The headline above a column published over the weekend in the Washington Post declared “I don’t want your god in charge of my health care.”
Writer Kate Cohen, in the September 26 column, describes a scenario where a patient is considering tubal ligation after a planned Caesarean section because she doesn’t want to get pregnant again.
Factors that may affect the patient’s decision are “her vision of her reproductive future, her doctor’s advice, state regulations, the recommendations of the American College of Obstetricians and Gynecologists,” wrote Cohen.
Factors that most patients don’t consider are “God’s purposes,” “God’s will,” or “the truth that life is a precious gift from God.”
This week, an influential religious body here in North Carolina affirmed a resolution in support of the right to an abortion that its members first adopted more than 50 years ago.
Three years before the U.S. Supreme Court’s Roe v. Wade decision that struck down several Texas laws that criminalized abortion, the North Carolina Council of Churches (NCCC) in 1970 issued a resolution during its annual assembly that urged “faith communities, faith leaders, physicians, and hospitals to support the right of a woman to end a ‘problem pregnancy’ by ‘therapeutic abortion,’” according to a Tuesday press release.

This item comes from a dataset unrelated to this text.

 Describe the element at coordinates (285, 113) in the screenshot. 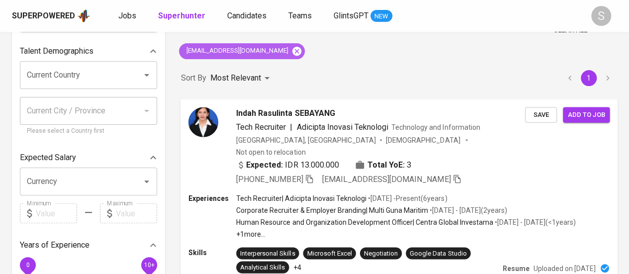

In late June, Roe v. Wade was overturned by a much more conservative U.S. Supreme Court, whose members include at least three followers of the Catholic faith.
Cohen did not mention the religious makeup of the nation’s highest court, but the columnist did point to a 2020 report by a nonprofit health advocacy group that found four of the 10 largest health systems in the United States were Catholic and that number is likely to grow.

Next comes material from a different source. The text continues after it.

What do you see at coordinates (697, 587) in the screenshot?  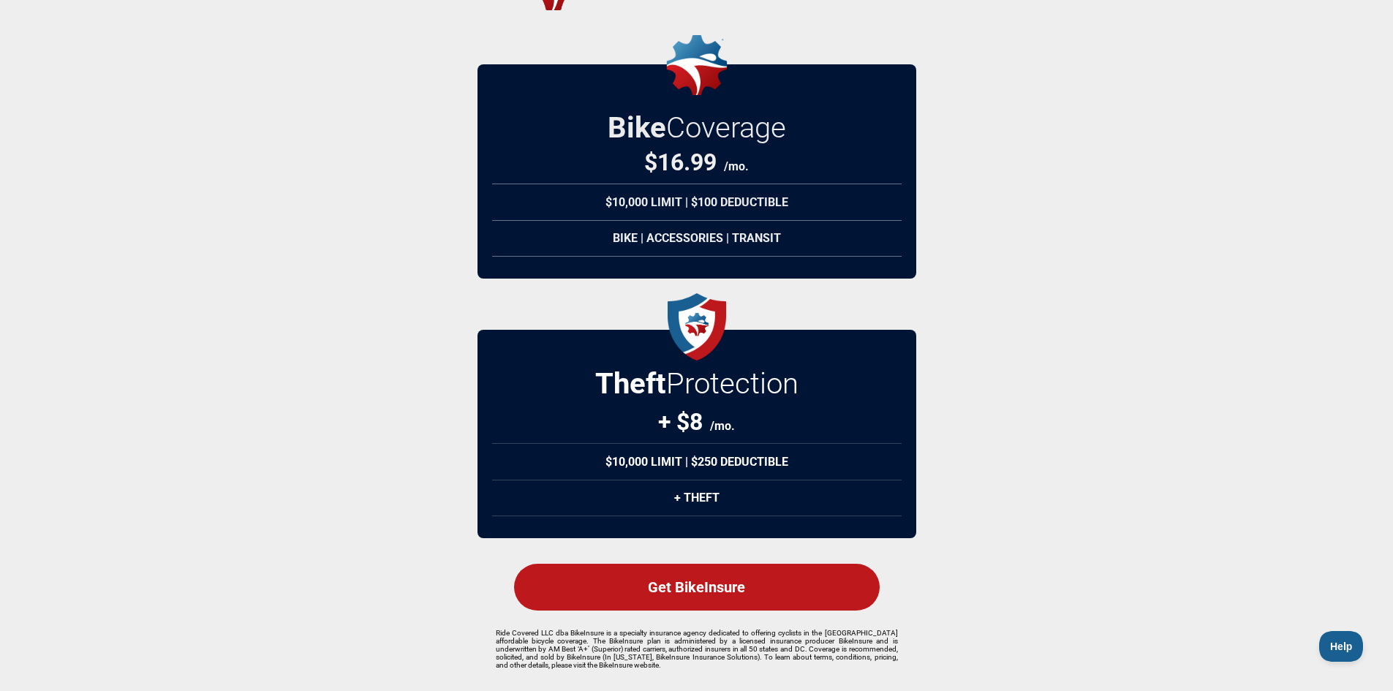 I see `div: Get BikeInsure` at bounding box center [697, 587].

NCCC officials stated in the release that the religious body reaffirms its commitment made 52 years ago and “strongly declares that reproductive choice is a healthcare decision that women should make in conversation with their trusted friends, family, and medical providers without embarrassment, excessive cost, and unwarranted delay.”

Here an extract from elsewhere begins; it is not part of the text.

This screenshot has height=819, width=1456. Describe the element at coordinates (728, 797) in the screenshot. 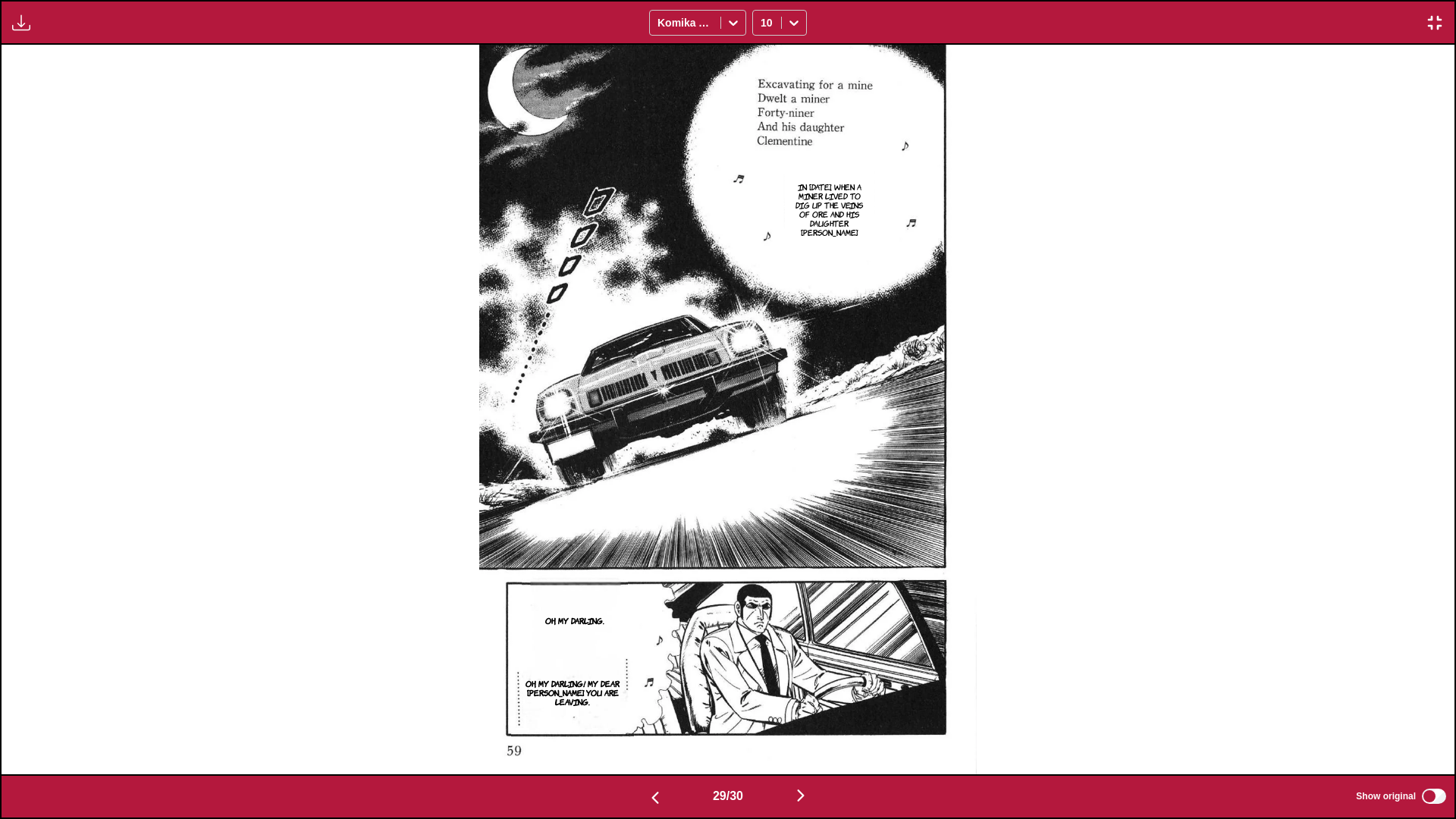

The Council, according to the release, “stands by those words today.”
“It’s been over 50 years since the Council needed to speak about reproductive health, a testimony that, while imperfect, our nation did have guardrails protecting a woman’s ability to make her own health care choices,” Rev. Dr. Jennifer Copeland, NCCC’s executive director, stated in the release. “As those guardrails begin to weaken in some places, we feel we must speak again to affirm the decision making agency of women.”